A democratic regression

Mar 29, 2026
Crime News, Front Page Comment, News

Front Page Comment

(Kaieteur News) – Guyana may be the world’s fastest-growing economy, but it is fast becoming a place where information moves at a crawl. As billions flow and projects multiply, the public is told less about what is being decided in its name.

The disappearance of regular Cabinet press briefings is a democratic regression. A government that once spoke, however selectively, now largely falls silent. Press conferences by the President and Ministers are few and far apart. Independent media houses place calls that go unanswered. They send queries that vanish. And the few times that access is finally granted, they are met with the now-standard shield: “No comment.” This is not governance; it is evasion elevated to policy.
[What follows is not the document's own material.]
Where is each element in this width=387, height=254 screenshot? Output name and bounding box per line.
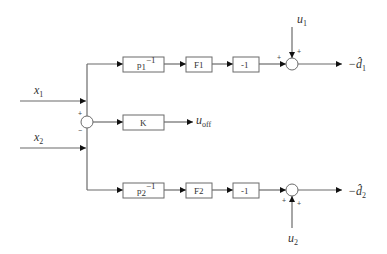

Officials, both elected and appointed, appear increasingly insulated from scrutiny. The message is unmistakable: information will be dispensed on the government’s terms, not the public’s. This appears to be a deliberate strategy to starve the independent press of oxygen.  A press deprived of access cannot effectively inform, question, or challenge. It becomes reactive, speculative, and ultimately weakened—precisely the outcome that benefits those who prefer to operate without oversight.

Access to information and to public officials is the litmus test of any government’s commitment to accountability. A free press cannot hold power to account if power refuses access, answer questions, or explain decisions.

The irony is thick. Even as leaders speak loftily about transparency and accountability, the basic mechanisms that give those words meaning are being dismantled.

Guyana’s economic boom should be accompanied by a strengthening of democratic practices, not their quiet erosion. Growth without openness breeds suspicion; development without accountability invites abuse. If the government continues down this path of calculated silence, it risks undermining not just the media, but the very legitimacy that transparency is meant to secure.